A sophisticated, topical Orson Lowell pen & ink drawing featuring a Japanese soldier bowing before a mythically inspired goddess of death (named Lowell Mortise, a play on the Latin word for death) with the caption “So sorry – have made mistake.” The age of this piece, which dates to the first years of the 20th century, makes this by all accounts a commentary on the massive casualties ensued during the Russo-Japanese war of 1904-1905, a war Japan won, but at a human price much too high. This is an epically conceived and emotionally powerful reflection of the inevitable end to war. Work is framed in a period ornate gold gesso antique frame and archivally matted behind glass.

Biography courtesy of ask art:
Illustrator Orson Lowell, the son of landscapist Milton H. Lowell, was born in 1871. He studied with the well-known anatomist, J. H. Vanderpoel, at the Art Institute of Chicago, Illinois. He moved from Chicago to New York in 1893. Known for the richness of his work in pen and ink, he drew, in 1898, fifty illustrations for The Choir Invisible. By 1907, he was employed at LIFE magazine, at that time a humor publication competing with Judge and Punch. He became known for his cartoons with a social message. Lowell was a contemporary of, and often discussed in relation to, the famous illustrator Charles Dana Gibson.
In 1899, F. Marion Crawford published Saracinesca, a two-volume work with one hundred pen and ink drawings and reproductions of paintings by Lowell featuring images of Italian fountains, ancient buildings and bridges.
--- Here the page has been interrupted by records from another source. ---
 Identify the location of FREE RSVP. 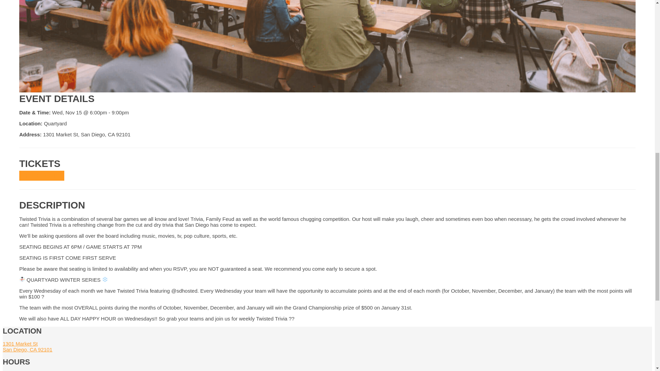
(27, 347).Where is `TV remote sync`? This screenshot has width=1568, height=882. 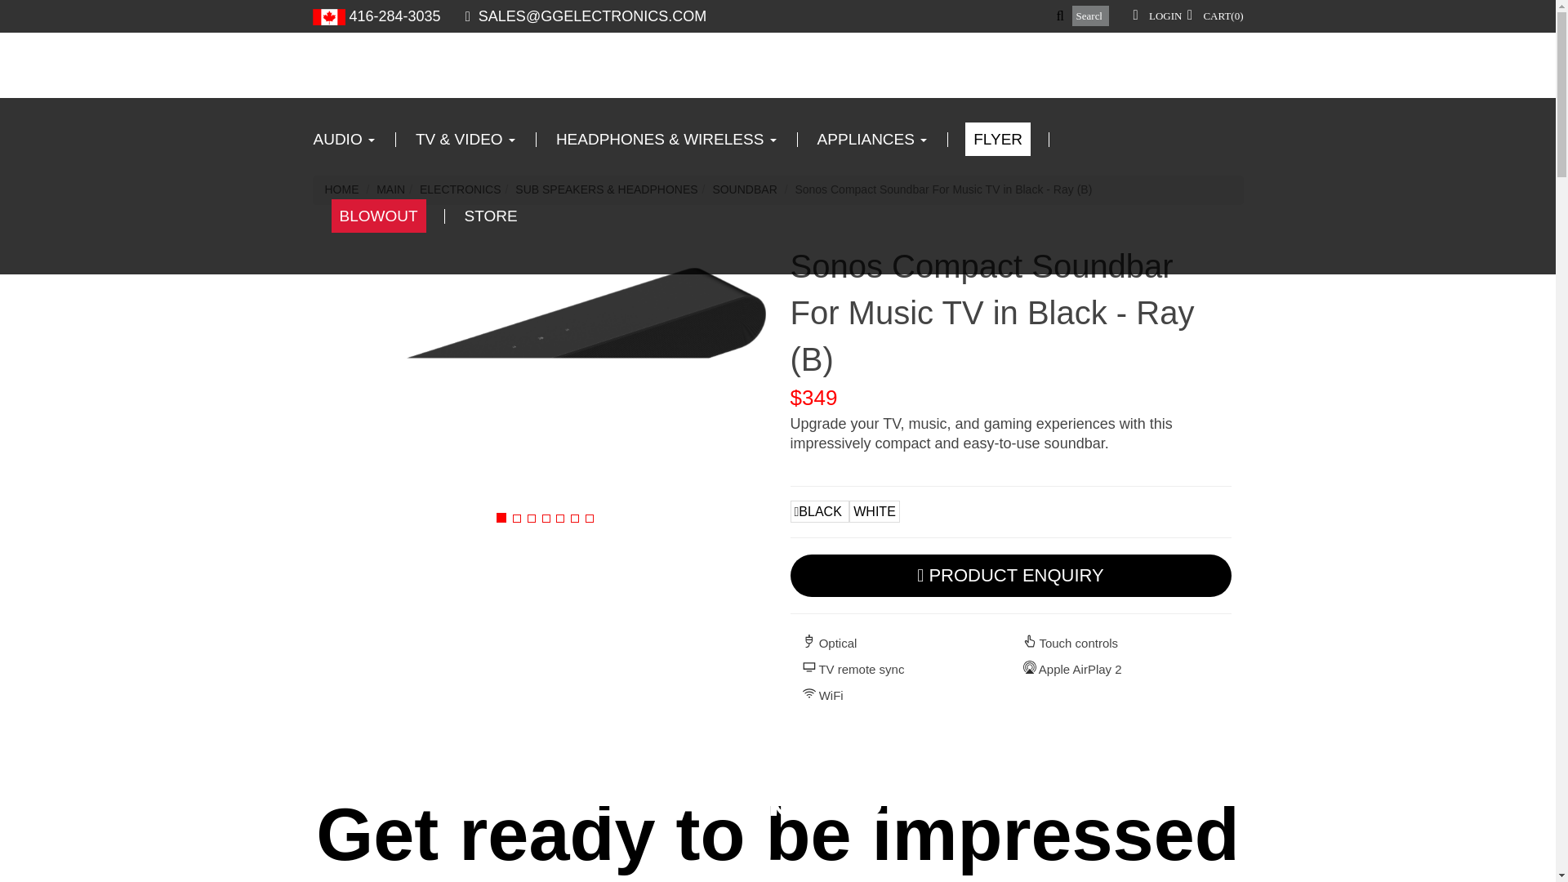
TV remote sync is located at coordinates (808, 666).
Lowell illustrated magazines like LIFE, Judge, and The American Girl through the 1940s. Before the decline of illustrated novels in the early 1920s, Lowell created illustrations for works little-known today, Love in Old Clothes, 1896; C.N. and A.M. Williamson’s Lady Betty Across the Water, and the works of Charles de Kock.
Orson Byron Lowell died in 1956.
In 2002, Lowell’s work was represented in “Toast of the Town: Norman Rockwell and the Artists of New Rochelle,” an exhibition of twenty-five artists associated with that New York town, held at the Norman Rockwell Museum, Stockbridge, Massachusetts.